Some leaders of the black community have publicly made anti-Semitic comments, expressing anti-Semitic opinions that are held by a wider circle of some blacks, accusing Jews of over-aggressiveness in business relations, loyalty to Israel (rather than loyalty to the United States), alleged participation in the slave trade, and economic oppression.[76] Some analysts attribute black anti-Semitism to resentment or envy "directed at another underdog who has 'made it' in American society".[77]

In 1935 during the Great Depression, Black activist Sufi Abdul Hamid led boycotts against certain Harlem merchants and establishments (often owned by Jewish proprietors) which he claimed discriminated against blacks. Some Jews accused him of anti-Semitism for these activities.[78][79]

In 1984 presidential candidate Jesse Jackson and former United Nations ambassador Andrew Young made anti-Semitic comments, which were widely publicized. These remarks were thought to have extended the era of African-American and Jewish distrust into the 1980s.[36][80][81]

In 1991 in Brooklyn, a black mob that was involved in the Crown Heights riot killed Yankel Rosenbaum, an Orthodox Jew, after a car that was driven by a Jew hit and killed a black boy in the neighborhood. Some commentators believed that the unrest was related to anti-Semitism. The two ethnic groups live in close proximity to each other in this neighborhood, and the Orthodox Jewish community has been expanding.[82]

During the 1990s, anti-Semitism became widespread in black communities on college campuses, where some made accusations about Jewish participation in the slave trade, with some commentators claiming that they had dominated it.[83] Prof.
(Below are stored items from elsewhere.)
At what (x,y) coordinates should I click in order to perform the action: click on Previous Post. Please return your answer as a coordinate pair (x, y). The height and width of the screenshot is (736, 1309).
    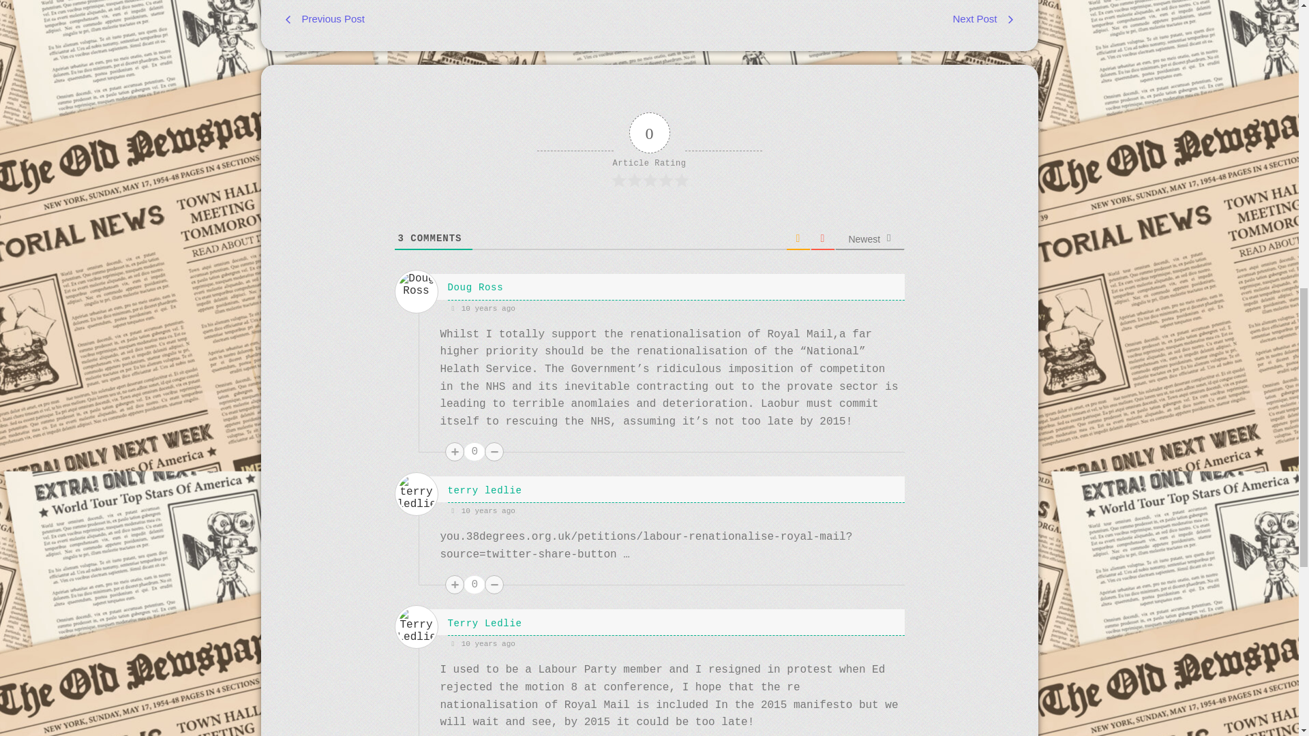
    Looking at the image, I should click on (461, 20).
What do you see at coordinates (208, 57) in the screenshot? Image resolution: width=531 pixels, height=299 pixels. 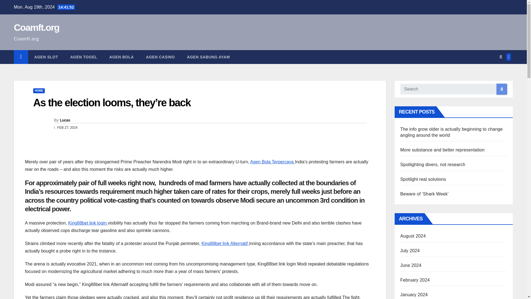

Leonard Jeffries of the City College of New York was a proponent of this idea, but his conclusions have been disputed by major African-American historians of the slave trade, including David Brion Davis.

According to surveys that were begun in 1964 by the Anti-Defamation League, a Jewish organization, African Americans are significantly more likely to hold antisemitic beliefs than white Americans are. There is a strong correlation between higher education levels and the rejection of anti-Semitic stereotypes among members of all races. Black Americans of all educational levels are significantly more likely to be anti-Semitic than whites with the same educational level.[84]

In the 1998 survey, blacks (34%) were nearly four times as likely as whites (9%) to have answers that identified them as belonging in the most anti-Semitic category (those agreeing with at least 6 out of 11 statements that were potentially or clearly antisemitic). Among blacks with no college education, 43% responded as the most anti-Semitic group (vs. 18% for the general population). This percentage fell to 27% among blacks with some college education, and 18% among blacks with a four-year college degree (vs. 5% for the general population).[84]